Since then, he has not left art for a single day. On some occasions, he turns to ayahuasca for inspiration. This a plant called datem in Awajun is traditionally used in the Peruvian Amazon to dive on a spiritual journey. On this occasion, the result was a painting that displays in detail the struggle of the Awajun people against the coronavirus, represented by a red-eyed skull that expels threads of blood into the forest and its creatures.

Nearby, an indigenous Awajun wearing a mask is holding onto an ayahuasca tree that emits a yellow light, like a protective shield. Behind the man stand long trees with the faces of animals, who are watching the virus expectantly. One of the branches of these trees ends in a spear, the symbol of the fierce defense of plants against SARS-CoV-2.
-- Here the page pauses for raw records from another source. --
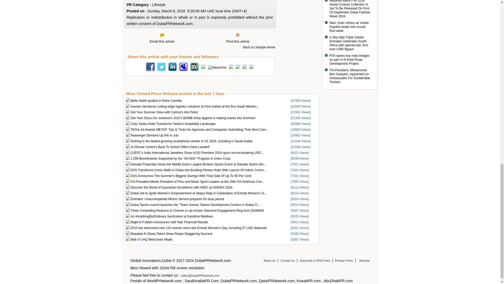 The height and width of the screenshot is (284, 504). What do you see at coordinates (173, 70) in the screenshot?
I see `Linkedin` at bounding box center [173, 70].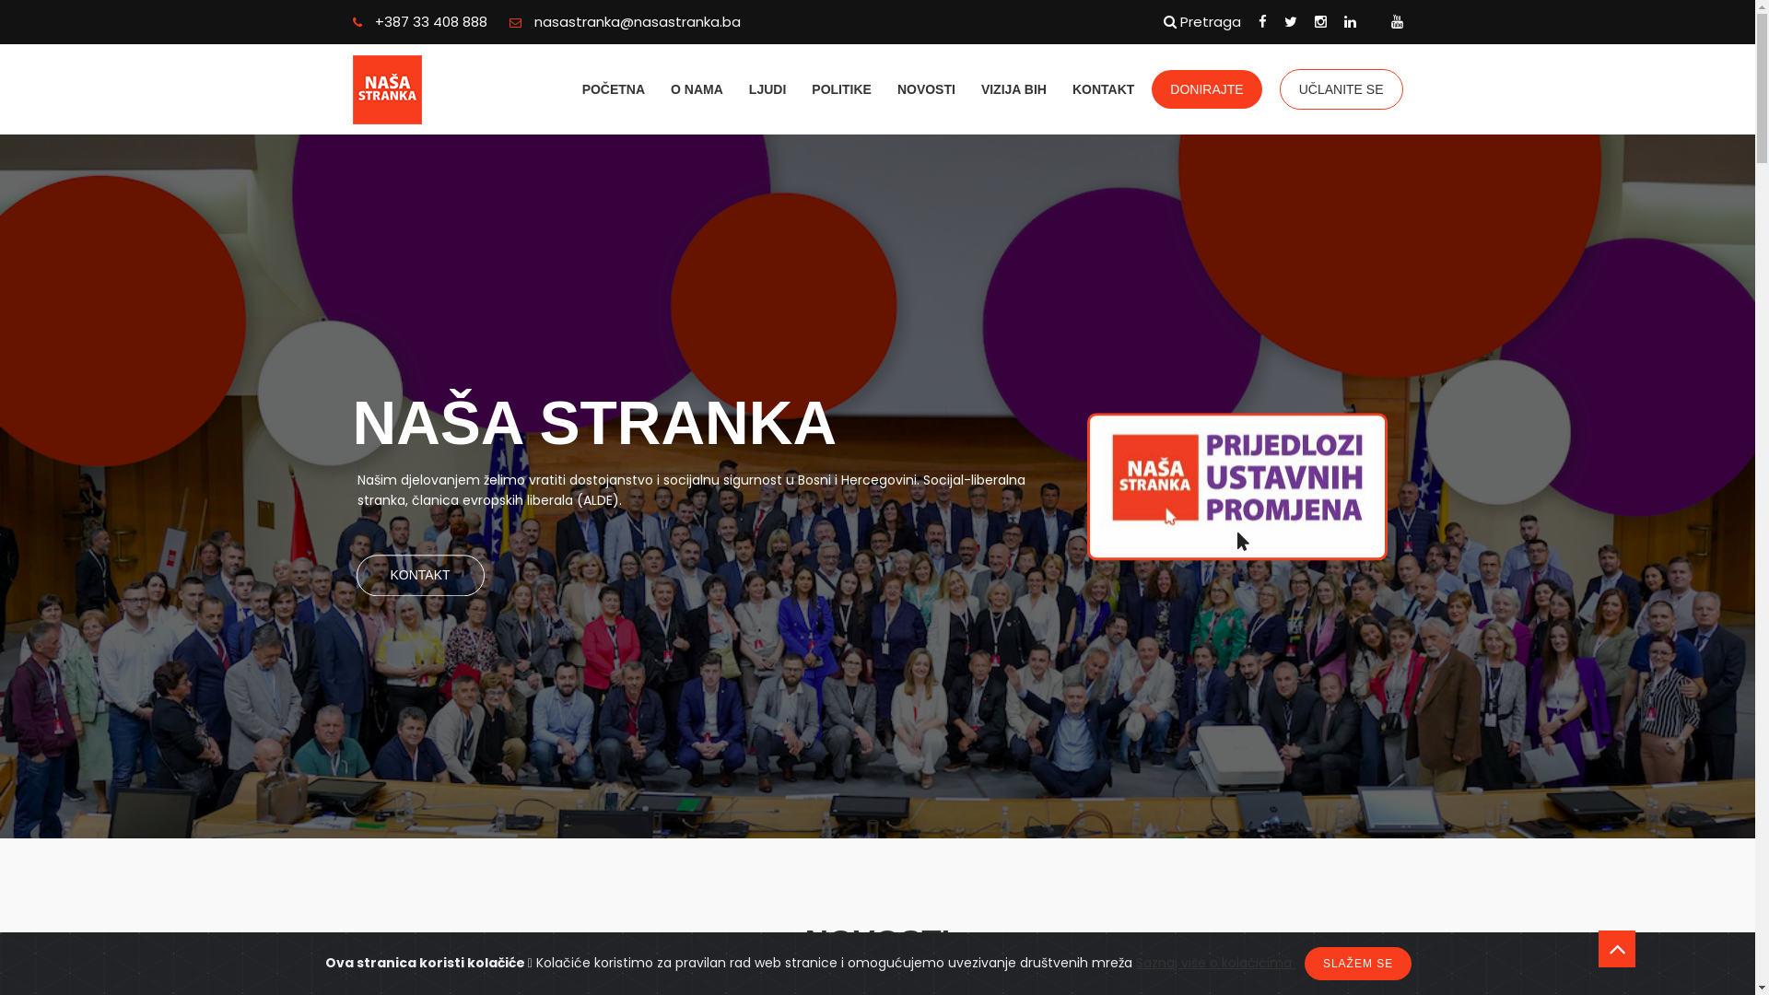 Image resolution: width=1769 pixels, height=995 pixels. What do you see at coordinates (1013, 89) in the screenshot?
I see `VIZIJA BIH` at bounding box center [1013, 89].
The image was conceived in the middle of Allui's journey. "All that was shown to me by ayahuasca, which is waimatai (the way, in Awajun)," says the painter. In the ayahuasca-induced dream, Allui was standing in the middle of the forest and looking for the virus. "I did not know what it looked like, I did not know its face; I only remembered that this disease advances like the wind, until its face appeared." When he came back, he began to trace without stopping. All he did was to follow the route of his own dream.

As on this occasion, Allui's source of inspiration has always been the nature that surrounds him. He became a painter by drawing the Rio Soritor forest, the wild animals, capturing the spirit of the plants. Now, he affirms, he is only recording, with his traces, a piece of a tragic story, but also a story of "resistance, of the fight of our medicinal plants against a mortal enemy."

It is because of these plants, points out says Allui, they were able to defeat the coronavirus, and they have returned, little by little, to their usual tasks in Río Soritor. Currently, he is working with some artisans in the community, who make accessories with natural seeds. The next step will be to build an exhibition and sale center for these products. Besides, Allui translates from Awajun into Spanish, paints and writes poems and songs with themes based on the Amazonian indigenous world.

peruCOMMITMENT. Awajún artist says he also wants to combat the lies surrounding the pandemic and vaccination with his paintings.

Now he captures not only the natural world of his community, but also the problems it is going through. Allui believes that art is a vehicle for change. "I thought about what I could do from where I am, and I discovered that I can give an alert with my paintings," he says. I would like my community to wake up and to speak up”. The Awajun artist lists the tragedies that haunt his people: rape of minors, invasion of land by the apach, corruption, illegal mining.

But there are other mistakes that he also observed during the pandemic, such as the State issuing bonds in the cities. “Even the sick got out of bed to collect their money. They have been a great source of infection”, he indicates. More worrisome, however, is the avalanche of misinformation surrounding vaccines. He has heard that the antigens have been created to exterminate the indigenous people, to strip them of their lands and give them to the apach. "They say that the apach have their own vaccine and there is a different one for the innia (Awajun)."

He wants to combat all this with art, through his paintings. Allui knows that, like the power of the forest plants, he also has a powerful weapon, capable of transforming his community. "By painting I give strength and life to our culture, to our forest." So, he wants to give back to nature the gift she gave him by endowing him with art.